Rosencrantz and Guildenstern Are Dead Mortality Quotes

How we cite our quotes: Citations follow this format: (Act.Line). Every time a character talks counts as one line, even if what they say turns into a long monologue.

Quote #1

ROS: It's silly to be depressed by it. I mean one thinks of it like being alive in a box, one keeps forgetting to take into account the fact that one is dead…which should make all the difference…shouldn't it? I mean, you'd never know you were in the box, would you? It would be just like being asleep in a box. Not that I'd like to sleep in a box, mind you, not without any air – you'd wake up dead, for a start, and then where would you be? Apart from inside a box. (2.223)

Is Ros just being naïve and foolish here, or is he right that everyone else's fear of death is actually irrational? Does he have any less an understanding of death than Guil does?

Quote #2

GUIL: Death followed by eternity…the worst of both worlds.
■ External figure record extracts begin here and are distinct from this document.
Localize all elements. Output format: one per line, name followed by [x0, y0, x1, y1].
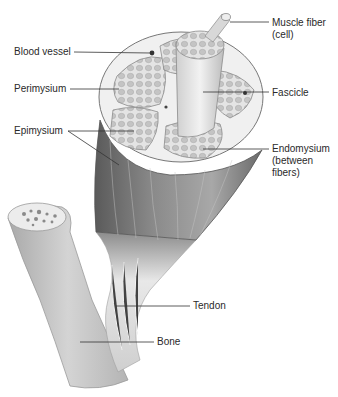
label-epimysium: Epimysium [14, 125, 63, 137]
label-muscle-fiber: Muscle fiber (cell) [272, 17, 326, 41]
blood-vessel-dot [164, 105, 167, 108]
fascicle-cross-section [110, 107, 158, 150]
label-endomysium: Endomysium (between fibers) [272, 143, 330, 179]
bone-cross-section [8, 203, 66, 231]
muscle-structure-diagram: Blood vessel Perimysium Epimysium Muscle… [0, 0, 338, 397]
label-bone: Bone [157, 336, 180, 348]
label-perimysium: Perimysium [14, 83, 66, 95]
muscle-fiber-end [222, 14, 231, 21]
tendon-shape [96, 232, 196, 372]
label-blood-vessel: Blood vessel [14, 46, 71, 58]
label-tendon: Tendon [193, 300, 226, 312]
label-fascicle: Fascicle [272, 87, 309, 99]
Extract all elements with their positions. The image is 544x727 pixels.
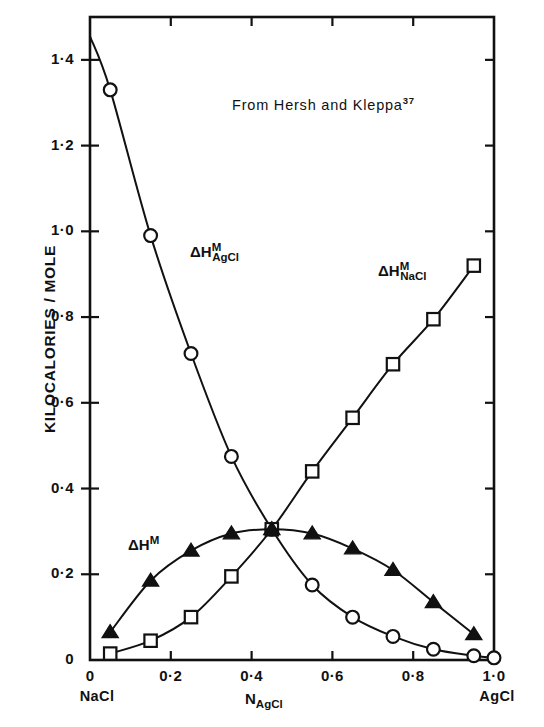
y-tick-label-5: 1·0 — [14, 221, 74, 238]
series-dH-M-NaCl-marker-1 — [144, 635, 156, 647]
x-axis-title-sub: AgCl — [256, 698, 283, 710]
series-dH-M-NaCl-marker-2 — [185, 611, 197, 623]
series-label-dH-M-AgCl: ΔHMAgCl — [190, 243, 239, 260]
series-dH-M-AgCl-marker-1 — [144, 229, 157, 242]
series-dH-M-marker-6 — [345, 541, 361, 554]
series-label-dH-M-main: ΔH — [128, 536, 150, 553]
series-dH-M-AgCl-marker-3 — [225, 450, 238, 463]
series-line-dH-M-AgCl — [90, 36, 494, 658]
series-dH-M-AgCl-marker-6 — [346, 611, 359, 624]
series-dH-M-AgCl-marker-0 — [104, 83, 117, 96]
series-dH-M-AgCl-marker-9 — [467, 649, 480, 662]
series-dH-M-AgCl-marker-8 — [427, 643, 440, 656]
series-label-dH-M-NaCl-main: ΔH — [378, 262, 400, 279]
series-dH-M-AgCl-marker-7 — [387, 630, 400, 643]
series-dH-M-marker-0 — [102, 625, 118, 638]
series-line-dH-M-NaCl — [110, 266, 474, 654]
y-tick-label-4: 0·8 — [14, 307, 74, 324]
series-label-dH-M-sup: M — [150, 534, 160, 546]
x-axis-title-main: N — [245, 690, 256, 707]
y-tick-label-6: 1·2 — [14, 136, 74, 153]
x-tick-label-0: 0 — [60, 667, 120, 684]
series-label-dH-M-AgCl-sub: AgCl — [212, 251, 239, 263]
chart-figure: KILOCALORIES / MOLE From Hersh and Klepp… — [0, 0, 544, 727]
series-dH-M-AgCl-marker-10 — [488, 651, 501, 664]
x-tick-label-3: 0·6 — [302, 667, 362, 684]
y-axis-title: KILOCALORIES / MOLE — [41, 209, 59, 469]
series-dH-M-AgCl-marker-5 — [306, 579, 319, 592]
y-tick-label-0: 0 — [14, 650, 74, 667]
y-tick-label-2: 0·4 — [14, 479, 74, 496]
x-tick-label-1: 0·2 — [141, 667, 201, 684]
x-end-label-right: AgCl — [462, 688, 532, 704]
x-end-label-left: NaCl — [62, 688, 132, 704]
y-tick-label-1: 0·2 — [14, 564, 74, 581]
series-dH-M-NaCl-marker-7 — [387, 358, 399, 370]
series-line-dH-M — [110, 529, 474, 634]
series-dH-M-NaCl-marker-8 — [427, 313, 439, 325]
series-dH-M-AgCl-marker-2 — [185, 347, 198, 360]
series-dH-M-NaCl-marker-6 — [346, 412, 358, 424]
source-annotation-ref: 37 — [403, 95, 415, 106]
series-dH-M-NaCl-marker-9 — [468, 259, 480, 271]
series-dH-M-NaCl-marker-3 — [225, 570, 237, 582]
series-label-dH-M: ΔHM — [128, 536, 159, 553]
x-tick-label-2: 0·4 — [222, 667, 282, 684]
series-label-dH-M-AgCl-main: ΔH — [190, 243, 212, 260]
series-dH-M-marker-7 — [385, 563, 401, 576]
source-annotation-text: From Hersh and Kleppa — [232, 97, 403, 113]
x-tick-label-5: 1·0 — [464, 667, 524, 684]
x-tick-label-4: 0·8 — [383, 667, 443, 684]
series-dH-M-NaCl-marker-0 — [104, 647, 116, 659]
plot-frame — [90, 17, 494, 660]
series-dH-M-NaCl-marker-5 — [306, 465, 318, 477]
series-label-dH-M-NaCl: ΔHMNaCl — [378, 262, 426, 279]
x-axis-title: NAgCl — [245, 690, 283, 707]
series-label-dH-M-NaCl-sub: NaCl — [400, 270, 426, 282]
y-tick-label-7: 1·4 — [14, 50, 74, 67]
y-tick-label-3: 0·6 — [14, 393, 74, 410]
series-dH-M-marker-2 — [183, 543, 199, 556]
source-annotation: From Hersh and Kleppa37 — [232, 95, 415, 113]
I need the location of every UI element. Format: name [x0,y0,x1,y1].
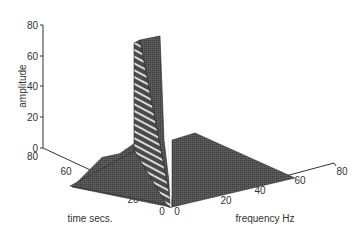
time-axis-label: time secs. [67,213,112,224]
z-tick-60: 60 [27,51,39,62]
freq-tick-80: 80 [336,166,348,177]
time-tick-80: 80 [27,151,39,162]
surface [70,36,295,207]
freq-tick-0: 0 [174,206,180,217]
z-tick-40: 40 [27,81,39,92]
surface-plot: 80 60 40 20 0 amplitude 80 60 40 20 0 ti… [0,0,364,236]
freq-tick-60: 60 [294,175,306,186]
time-tick-60: 60 [60,166,72,177]
freq-tick-20: 20 [220,195,232,206]
z-axis: 80 60 40 20 0 amplitude [17,20,43,154]
time-tick-0: 0 [159,206,165,217]
z-tick-80: 80 [27,20,39,31]
frequency-axis-label: frequency Hz [236,213,295,224]
z-axis-label: amplitude [17,64,28,108]
z-tick-20: 20 [27,112,39,123]
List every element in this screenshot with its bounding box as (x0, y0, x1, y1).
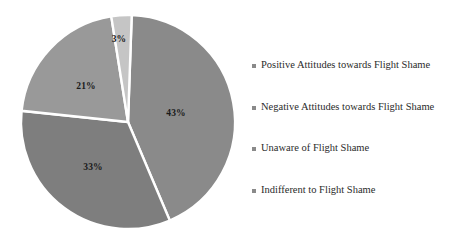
pie-chart-figure: 43%33%21%3% Positive Attitudes towards F… (0, 0, 459, 242)
legend-square-marker-icon (252, 64, 256, 68)
legend-item[interactable]: Unaware of Flight Shame (252, 141, 369, 155)
pie-slice[interactable] (22, 16, 128, 122)
pie-slice-label: 33% (83, 162, 103, 172)
legend-item-label: Negative Attitudes towards Flight Shame (261, 101, 434, 113)
legend-item[interactable]: Indifferent to Flight Shame (252, 183, 375, 197)
chart-legend: Positive Attitudes towards Flight ShameN… (252, 46, 457, 206)
legend-item[interactable]: Positive Attitudes towards Flight Shame (252, 58, 430, 72)
pie-slice-label: 21% (76, 81, 96, 91)
pie-slice-label: 3% (112, 34, 127, 44)
pie-slice-label: 43% (166, 108, 186, 118)
legend-item-label: Positive Attitudes towards Flight Shame (261, 59, 430, 71)
legend-item-label: Unaware of Flight Shame (261, 142, 369, 154)
legend-item[interactable]: Negative Attitudes towards Flight Shame (252, 100, 434, 114)
pie-plot-area: 43%33%21%3% (0, 0, 250, 242)
legend-square-marker-icon (252, 147, 256, 151)
legend-square-marker-icon (252, 106, 256, 110)
legend-square-marker-icon (252, 189, 256, 193)
legend-item-label: Indifferent to Flight Shame (261, 184, 375, 196)
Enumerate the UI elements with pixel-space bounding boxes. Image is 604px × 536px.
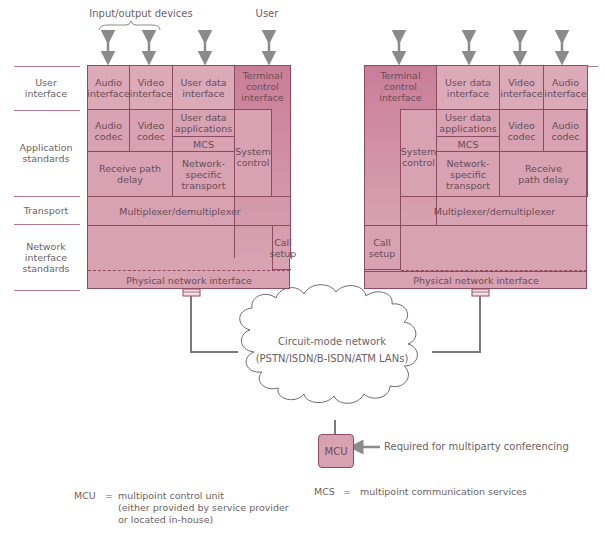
multiplexer-demultiplexer: Multiplexer/demultiplexer bbox=[400, 196, 588, 226]
audio-interface: Audio interface bbox=[543, 65, 588, 110]
system-control-label: System control bbox=[401, 146, 436, 168]
video-codec: Video codec bbox=[129, 109, 173, 152]
legend-mcu-abbr: MCU bbox=[74, 490, 102, 502]
left-arrows bbox=[108, 37, 269, 58]
physical-network-interface: Physical network interface bbox=[88, 271, 290, 289]
receive-path-delay: Receive path delay bbox=[499, 151, 588, 197]
audio-codec: Audio codec bbox=[543, 109, 588, 152]
multiplexer-demultiplexer: Multiplexer/demultiplexer bbox=[87, 196, 291, 226]
user-data-applications: User data applications bbox=[436, 109, 500, 137]
receive-path-delay: Receive path delay bbox=[87, 151, 173, 197]
left-link-line bbox=[191, 296, 238, 352]
mcu-label: MCU bbox=[325, 446, 348, 457]
video-codec: Video codec bbox=[499, 109, 544, 152]
brace-icon bbox=[99, 21, 160, 30]
user-data-interface: User data interface bbox=[436, 65, 500, 110]
call-setup: Call setup bbox=[272, 225, 291, 270]
mcs: MCS bbox=[436, 136, 500, 152]
network-title: Circuit-mode network bbox=[262, 336, 402, 347]
left-terminal-stack: Audio interface Video interface User dat… bbox=[87, 65, 290, 289]
legend-mcu-def-3: or located in-house) bbox=[118, 514, 289, 526]
mcu-note: Required for multiparty conferencing bbox=[384, 441, 569, 453]
row-label-user-interface: User interface bbox=[14, 66, 78, 110]
legend-mcs-def: multipoint communication services bbox=[360, 486, 527, 497]
right-terminal-stack: Terminal control interface User data int… bbox=[364, 65, 587, 289]
legend-mcs-abbr: MCS bbox=[314, 486, 340, 498]
terminal-control-label: Terminal control interface bbox=[376, 70, 426, 103]
system-control-label: System control bbox=[235, 146, 271, 168]
physical-network-interface: Physical network interface bbox=[365, 271, 587, 289]
row-divider bbox=[588, 66, 598, 67]
network-types: (PSTN/ISDN/B-ISDN/ATM LANs) bbox=[252, 353, 412, 364]
row-label-application-standards: Application standards bbox=[14, 110, 78, 196]
row-label-transport: Transport bbox=[14, 196, 78, 224]
row-divider bbox=[14, 290, 80, 291]
row-label-network-interface-standards: Network interface standards bbox=[14, 224, 78, 290]
network-specific-transport: Network-specific transport bbox=[436, 151, 500, 197]
call-setup: Call setup bbox=[364, 225, 401, 270]
legend-mcu-def: multipoint control unit (either provided… bbox=[118, 490, 289, 526]
mcs: MCS bbox=[172, 136, 235, 152]
right-plug-icon bbox=[472, 289, 489, 296]
video-interface: Video interface bbox=[499, 65, 544, 110]
right-link-line bbox=[432, 296, 480, 352]
audio-codec: Audio codec bbox=[87, 109, 130, 152]
video-interface: Video interface bbox=[129, 65, 173, 110]
system-control: System control bbox=[234, 109, 272, 197]
legend-mcs-eq: = bbox=[343, 486, 357, 498]
system-control: System control bbox=[400, 109, 437, 197]
audio-interface: Audio interface bbox=[87, 65, 130, 110]
terminal-control-label: Terminal control interface bbox=[240, 70, 286, 103]
network-specific-transport: Network-specific transport bbox=[172, 151, 235, 197]
legend-mcu-def-1: multipoint control unit bbox=[118, 490, 289, 502]
right-arrows bbox=[399, 37, 562, 58]
mcu-box: MCU bbox=[318, 434, 354, 468]
user-data-interface: User data interface bbox=[172, 65, 235, 110]
legend-mcu-def-2: (either provided by service provider bbox=[118, 502, 289, 514]
legend-mcu: MCU = bbox=[74, 490, 121, 502]
user-data-applications: User data applications bbox=[172, 109, 235, 137]
left-plug-icon bbox=[183, 289, 200, 296]
legend-mcs: MCS = multipoint communication services bbox=[314, 486, 527, 498]
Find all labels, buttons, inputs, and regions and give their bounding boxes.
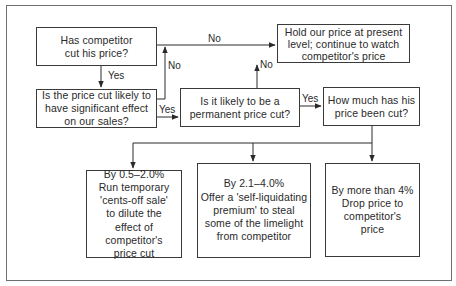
option-title: By 0.5–2.0% <box>104 168 165 181</box>
option-body: Offer a 'self-liquidating premium' to st… <box>200 191 308 244</box>
node-permanent-price-cut: Is it likely to be a permanent price cut… <box>180 88 300 127</box>
option-body: Drop price to competitor's price <box>332 197 414 237</box>
edge-label-q1-no: No <box>208 33 221 44</box>
edge-label-q2-no: No <box>168 60 181 71</box>
node-text: Is the price cut likely to have signific… <box>41 89 153 128</box>
node-how-much-cut: How much has his price been cut? <box>323 87 420 126</box>
node-text: How much has his price been cut? <box>327 94 416 120</box>
edge-label-q1-yes: Yes <box>108 70 124 81</box>
node-text: Hold our price at present level; continu… <box>281 26 406 62</box>
node-option-small-cut: By 0.5–2.0% Run temporary 'cents-off sal… <box>86 170 182 258</box>
node-significant-effect: Is the price cut likely to have signific… <box>36 89 157 128</box>
edge-label-q3-no: No <box>260 59 273 70</box>
option-title: By 2.1–4.0% <box>224 177 285 190</box>
option-title: By more than 4% <box>331 184 413 197</box>
node-hold-price: Hold our price at present level; continu… <box>277 24 410 63</box>
node-option-large-cut: By more than 4% Drop price to competitor… <box>325 163 420 257</box>
option-body: Run temporary 'cents-off sale' to dilute… <box>95 181 173 260</box>
edge-label-q2-yes: Yes <box>159 104 175 115</box>
edge-label-q3-yes: Yes <box>302 93 318 104</box>
node-text: Has competitor cut his price? <box>57 34 137 60</box>
node-has-competitor-cut-price: Has competitor cut his price? <box>36 27 157 66</box>
node-text: Is it likely to be a permanent price cut… <box>185 95 295 121</box>
node-option-medium-cut: By 2.1–4.0% Offer a 'self-liquidating pr… <box>197 163 311 258</box>
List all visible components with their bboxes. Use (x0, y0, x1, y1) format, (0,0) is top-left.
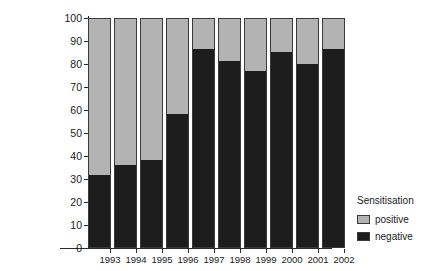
bar-1995 (140, 18, 163, 248)
legend-label: negative (375, 230, 413, 243)
bar-segment-negative (167, 114, 188, 247)
x-tick-label: 2002 (324, 254, 364, 266)
y-tick-label: 40 (0, 150, 82, 162)
legend-title: Sensitisation (357, 194, 435, 207)
x-tick-mark (344, 249, 345, 253)
y-tick-label: 60 (0, 104, 82, 116)
bar-segment-negative (271, 52, 292, 248)
legend-item-negative: negative (357, 229, 435, 244)
legend-swatch-negative (357, 232, 370, 241)
x-tick-mark (162, 249, 163, 253)
y-tick-label: 30 (0, 173, 82, 185)
bar-1994 (114, 18, 137, 248)
y-tick-label: 10 (0, 219, 82, 231)
y-tick-label: 50 (0, 127, 82, 139)
bar-segment-negative (193, 49, 214, 247)
bar-segment-negative (297, 64, 318, 247)
x-tick-mark (266, 249, 267, 253)
x-tick-mark (110, 249, 111, 253)
x-tick-mark (240, 249, 241, 253)
x-tick-mark (292, 249, 293, 253)
bar-segment-negative (245, 71, 266, 247)
legend-swatch-positive (357, 215, 370, 224)
bar-2001 (296, 18, 319, 248)
bar-segment-negative (89, 175, 110, 247)
bar-1999 (244, 18, 267, 248)
bar-segment-negative (141, 160, 162, 247)
bar-1997 (192, 18, 215, 248)
x-tick-mark (136, 249, 137, 253)
bar-1996 (166, 18, 189, 248)
x-tick-mark (188, 249, 189, 253)
bar-segment-negative (323, 49, 344, 247)
x-tick-mark (318, 249, 319, 253)
y-tick-label: 20 (0, 196, 82, 208)
bar-1993 (88, 18, 111, 248)
y-tick-label: 90 (0, 35, 82, 47)
legend-item-positive: positive (357, 212, 435, 227)
y-tick-label: 80 (0, 58, 82, 70)
bar-segment-negative (219, 61, 240, 247)
bar-2002 (322, 18, 345, 248)
y-tick-label: 100 (0, 12, 82, 24)
bar-segment-negative (115, 165, 136, 247)
y-tick-label: 70 (0, 81, 82, 93)
bar-2000 (270, 18, 293, 248)
y-tick-mark (84, 248, 88, 249)
chart-legend: Sensitisation positivenegative (357, 194, 435, 246)
x-tick-mark (214, 249, 215, 253)
y-tick-label: 0 (0, 242, 82, 254)
legend-label: positive (375, 213, 409, 226)
stacked-bar-chart: % transplants 0102030405060708090100 199… (0, 0, 435, 271)
legend-items: positivenegative (357, 212, 435, 244)
bar-1998 (218, 18, 241, 248)
plot-area (88, 18, 331, 248)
It is a terrible thought. (2.228)

What does it mean to experience eternity after your dead? Does Guil understand what Ros has been saying or has he just convoluted it to make his own point?

Quote #3

PLAYER: There's nothing more unconvincing than an unconvincing death. (2.286)

What makes an acted death convincing? How can the audience, sitting there and knowing so clearly that the actor is faking his death, still be drawn in by the way that he pretends to die? Shouldn't death be a harder thing to act than almost anything else?